Sometimes, we try to increase the size and complexity of our goal to keep up with what we think we should be doing. However, life itself is a messy path and that means going backwards a few times. Using step 1 as a reference point will tell us what we should be changing in this area.

How to start the process: Pick what feels most exciting to you from step 1. Sit with it for a while to make sure that you really do like it. Then, list out three things you can do in the next two weeks to incorporate a new habit in that direction.


  • What can I do in three months to change that?

New years are notorious for starter’s enthusiasm. What we’re driven to do in January may not still stand in March. This is why long-term goals matter. Looking back at your good-to-haves for the year, there will certainly be aspects that cannot be considered in a day. A three-month goal is your chance to change that.


Perhaps in three months, you may fill a leadership position, or move to a new office space. You may choose to launch a new business entity, or create more content on social media.

How to start the process: Three months is a good amount of time to change things, but the prospect can be daunting as well. Once the three month goal is in place, it helps to break it up into a monthly and even a weekly plan. There are no hard rules here, and different timelines work for different people. The key is to break it into chunks that work for us.


  • Is this a change that I am happy about?

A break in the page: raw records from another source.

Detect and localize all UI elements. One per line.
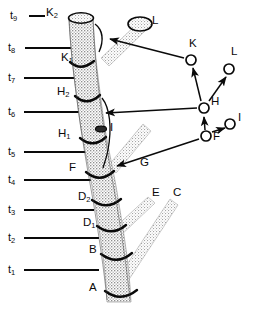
internode-label-B: B [89, 244, 97, 256]
branch-marker-I [96, 126, 107, 132]
figure-canvas: t9 t8 t7 t6 t5 t4 t3 t2 t1 K2 K1 H2 H1 F… [0, 0, 255, 313]
time-label-t1: t1 [8, 264, 15, 275]
branch-label-E: E [152, 187, 160, 199]
branch-label-L: L [152, 15, 158, 27]
branch-cut-ellipse-L [128, 17, 152, 31]
time-label-t5: t5 [8, 146, 15, 157]
network-node-L [224, 64, 234, 74]
time-label-t7: t7 [8, 72, 15, 83]
network-node-H [199, 103, 209, 113]
stalk-diagram-svg [0, 0, 255, 313]
network-to-stalk-arrows [106, 39, 199, 166]
time-label-t6: t6 [8, 106, 15, 117]
branch-label-C: C [173, 187, 181, 199]
time-label-t3: t3 [8, 204, 15, 215]
internode-label-D2: D2 [78, 191, 90, 203]
bracket-K2 [95, 24, 102, 52]
network-label-K: K [189, 38, 197, 50]
internode-label-K1: K1 [61, 52, 73, 64]
time-label-t8: t8 [8, 42, 15, 53]
time-label-t2: t2 [8, 232, 15, 243]
edge-H-to-K [193, 68, 201, 101]
internode-label-H1: H1 [58, 128, 70, 140]
network-node-I [225, 119, 235, 129]
network-label-I: I [238, 112, 241, 124]
branch-label-I: I [110, 122, 113, 134]
time-label-t9: t9 [10, 10, 17, 21]
stalk-top-cut-K2 [69, 13, 94, 23]
network-edges [193, 68, 226, 132]
internode-label-A: A [89, 282, 97, 294]
branch-label-G: G [140, 157, 149, 169]
edge-F-to-H [204, 117, 205, 130]
time-label-t4: t4 [8, 174, 15, 185]
internode-label-K2: K2 [46, 7, 58, 19]
network-label-H: H [211, 96, 219, 108]
arrow-H-to-stalk [106, 108, 197, 113]
network-label-F: F [213, 131, 220, 143]
network-node-F [201, 131, 211, 141]
internode-label-F: F [69, 162, 76, 174]
network-label-L: L [231, 46, 237, 58]
internode-label-D1: D1 [83, 217, 95, 229]
internode-label-H2: H2 [57, 86, 69, 98]
network-node-K [186, 55, 196, 65]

Perhaps the most important question and one that we don’t ask enough is this- will these changes positively contribute to our life in any way. The answers in this department also go back to our discussion on social conditioning. Are we working towards things that have historically made people happy, or are these things that we are truly passionate about achieving?

Both answers are okay, but awareness always helps. When we fall off the wagon (as we inevitably will because twelve months is a long time), knowing these answers can potentially help us keep going.

How to start the process: Analyse every goal for 2022 from a fulfillment standpoint. Will making this change make us better people, happier people? If it doesn’t, then the pursuit is probably not worth it.

  • What are three things I'm willing to cut down on to make this change happen?

Now, this is one area that we either don’t pay attention to or pay too much attention to. When we say ‘cut down something’, the temptation is to give up on things that immediately look sinful such as that Netflix binge. However, once we identify it, cutting down on something that isn’t helping us is far easier, and more sustainable.

In our experience, it has been a game called meeting-meeting. We tend to schedule or say yes to too many of them, and many more than usual post-pandemic. That’s something we can all work on.

Other time drains include picking up calls in the middle of deep work, the ‘this call could have been an email’ moments, not accounting for firefighting time when that’s part of the daily job, and so on. Cutting back on these is mildly harder because they involve other people as well, but also more rewarding because these aren’t things we wanted to do in the first place.

How to start the process: Build a no-judgment journal of every daily activity over a period of a week. The most common time drains at work will make themselves known.


Are mindset shifts always possible? Of course not, but there’s no better time to make them than when we have the whole world for company.


At this point in time, if a party animal were to become a quiet introvert, or a highly energetic leader were to become deeply contemplative instead, no one would be surprised. It’s up to us now to use this time, and its traits, to our advantage.